My research examines the politics and aesthetics of protest. My book Unruly Acts, summarized below, draws from resources in ordinary language philosophy, theories of performativity, and democratic thought to develop a performative theory of protest that accounts for its normative and political conditions of possibility. My other work at the moment considers the role of visual media such as photographs and videos in galvanizing social change. I am also interested in rhetoric, the politics of language, and spatial politics.
My work has also been published in Political Theory, Theory & Event, European Journal of Political Theory, Perspectives on Politics, Space & Polity, and the Oxford Handbook on Rhetoric and Political Theory (eds., Dilip Parameshwar Gaonkar and Keith Topper).

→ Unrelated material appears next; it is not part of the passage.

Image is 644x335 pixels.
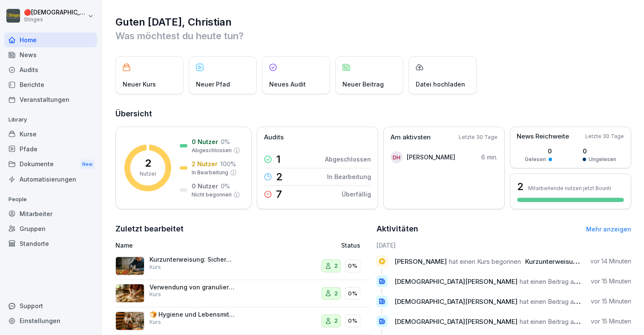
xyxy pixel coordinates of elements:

Unruly Acts: Protest, Riot, and the Politics of Interpretation (Cambridge University Press, forthcoming)
What counts as a protest? As it is popularly understood, protest is a legitimate means of expressing political grievances. Riots, by contrast, are senseless, violent acts. In this book, I argue that these common understandings of protest and riot overlook the role public audiences play in making sense of street gatherings and, as a result, misunderstand the politics of interpretation central to protest.
Based on original, multimedia archival research about the 1992 Los Angeles Riots / Uprising and the city's 1994 march against Proposition 187, I show that there is nothing essential in a public gathering that makes it a protest. Instead, what we call a protest is simply a gathering which is legible within historically specific ideas of it. The book reconstructs these conventions, explaining that they operate not only physically but also in terms of unity, purpose, and emotional control. Within these terms, protests seem to be gatherings connected to a purposeful group agitating for political change. Public audiences interpreting these gatherings can and often do come to different conclusions about their political legibility, revealing the extent to which protestors and publics share ideas of protest and political agency - and hold a world in common.